Speed was the crucial factor in the freeing of six British soldiers held hostage in Sierra Leone yesterday, which cost the life of one member of the British rescue force. The generals and strategists who had planned the mission knew that if the British troops failed to overpower the rebels swiftly and brutally, the lives of the hostages would almost certainly be lost. The first glimpse of a helicopter could have caused the notoriously volatile West Side Boys to start executing hostages.
Within 20 minutes of the mission starting, the seven hostages were in a helicopter being whisked back to the safety of a British ship anchored off Freetown. Their colleagues - including members of the Parachute Regiment, backed up by the SAS - spent another 70 minutes in sporadic but fierce exchanges.
An hour and half after the helicopters had first swooped on the twin rebel camps, deep inland in the Occra Hills, the battle was over. At least 17, and possibly as many as 25, West Side Boys, including three women, were killed. Fifteen men, including their leader "Brigadier" Foday Kallay, and three women were taken prisoner and handed over to the Sierra Leone police.
But the British also suffered significant casualties. One paratrooper was dead, one was seriously injured and 11 suffered less severe wounds.
Despite the deaths, military chiefs hailed the mission a success, but critics believe that it throws up more questions than it answers - wider questions about the precise mission of the British troops in Sierra Leone and, more specifically, exactly what the captured troops were doing in a rebel-held area.
The problems facing the planners of the rescue were legion. One defence chief said it was the "most complex" mission carried out by British troops for years.
After it was over, on the Royal Fleet Auxiliary ship Sir Percivale, the six hostages from the Royal Irish Regiment were able to shower, receive medical treatment and phone their relieved relatives. One of them told his wife that he had been driven to start smoking while in captivity. Conditions had been difficult. They were dirty and exhausted. When they were first captured they were treated badly and must have feared a return to this harsh treatment as they came to know the negotiations were not progressing. In preliminary debriefings they said they had been very worried that they were going to be killed.
Over the next days and weeks the operation will be dissected in detail. But key among the issues which has to be addressed is exactly what 11 British soldiers were doing in "bandit territory".
The army has consistently said that the men - who included a major, a captain and a regimental sergeant major - were on an authorised mission to liaise with Jordanian peacekeepers in the town of Masiaka. But that statement implies that their decision to turn off the main road to Masiaka and head into the hills was not authorised, which leaves open the possibility that they were on an intelligence gathering mission that the army wanted to keep from the UN - or they decided to go of their own accord.
Monika Unsworth adds from Belfast: The Commander of the Royal Irish Regiment in Northern Ireland, Col Stewart Douglas, yesterday said he was delighted at the release of six of the regiment's soldiers as well as of their Sierra Leone liaison officer.
The North's First Minister, Mr David Trimble, described the military operation as "courageous and very necessary".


## [Your assignment]
Write out, unchanged, the lines from the one holding "Enumerate the UI" to the close of the listing. Both the first and last lines belong in it.

## [Given records]
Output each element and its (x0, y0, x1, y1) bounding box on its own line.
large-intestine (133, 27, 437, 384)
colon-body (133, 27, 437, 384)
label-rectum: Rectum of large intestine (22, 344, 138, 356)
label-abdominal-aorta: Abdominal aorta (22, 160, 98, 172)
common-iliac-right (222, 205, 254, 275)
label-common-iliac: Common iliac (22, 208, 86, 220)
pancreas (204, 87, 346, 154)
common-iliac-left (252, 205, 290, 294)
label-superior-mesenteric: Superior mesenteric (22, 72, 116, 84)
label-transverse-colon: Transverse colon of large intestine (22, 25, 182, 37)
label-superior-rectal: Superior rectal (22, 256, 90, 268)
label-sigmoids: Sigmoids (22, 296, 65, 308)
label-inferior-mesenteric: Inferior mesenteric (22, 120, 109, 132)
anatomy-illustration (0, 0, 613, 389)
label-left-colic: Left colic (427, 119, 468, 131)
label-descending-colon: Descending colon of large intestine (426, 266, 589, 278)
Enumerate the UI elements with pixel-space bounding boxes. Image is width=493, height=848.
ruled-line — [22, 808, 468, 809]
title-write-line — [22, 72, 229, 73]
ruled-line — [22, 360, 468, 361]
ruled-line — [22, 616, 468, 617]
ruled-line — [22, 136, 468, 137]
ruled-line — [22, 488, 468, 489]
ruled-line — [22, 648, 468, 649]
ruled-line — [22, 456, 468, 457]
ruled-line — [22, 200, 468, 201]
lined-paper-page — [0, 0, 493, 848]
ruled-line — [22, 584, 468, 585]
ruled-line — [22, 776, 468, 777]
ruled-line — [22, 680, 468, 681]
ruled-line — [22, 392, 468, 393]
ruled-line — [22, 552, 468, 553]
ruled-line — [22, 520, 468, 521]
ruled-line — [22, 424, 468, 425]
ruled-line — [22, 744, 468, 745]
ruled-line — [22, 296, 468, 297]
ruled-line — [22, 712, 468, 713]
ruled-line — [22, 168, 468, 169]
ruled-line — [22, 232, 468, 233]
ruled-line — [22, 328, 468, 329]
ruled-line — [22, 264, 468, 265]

## [Response to this exercise]
Enumerate the UI elements with pixel-space bounding boxes. Image is width=493, height=848.
ruled-line — [22, 808, 468, 809]
title-write-line — [22, 72, 229, 73]
ruled-line — [22, 360, 468, 361]
ruled-line — [22, 616, 468, 617]
ruled-line — [22, 136, 468, 137]
ruled-line — [22, 488, 468, 489]
ruled-line — [22, 648, 468, 649]
ruled-line — [22, 456, 468, 457]
ruled-line — [22, 200, 468, 201]
lined-paper-page — [0, 0, 493, 848]
ruled-line — [22, 584, 468, 585]
ruled-line — [22, 776, 468, 777]
ruled-line — [22, 680, 468, 681]
ruled-line — [22, 392, 468, 393]
ruled-line — [22, 552, 468, 553]
ruled-line — [22, 520, 468, 521]
ruled-line — [22, 424, 468, 425]
ruled-line — [22, 744, 468, 745]
ruled-line — [22, 296, 468, 297]
ruled-line — [22, 712, 468, 713]
ruled-line — [22, 168, 468, 169]
ruled-line — [22, 232, 468, 233]
ruled-line — [22, 328, 468, 329]
ruled-line — [22, 264, 468, 265]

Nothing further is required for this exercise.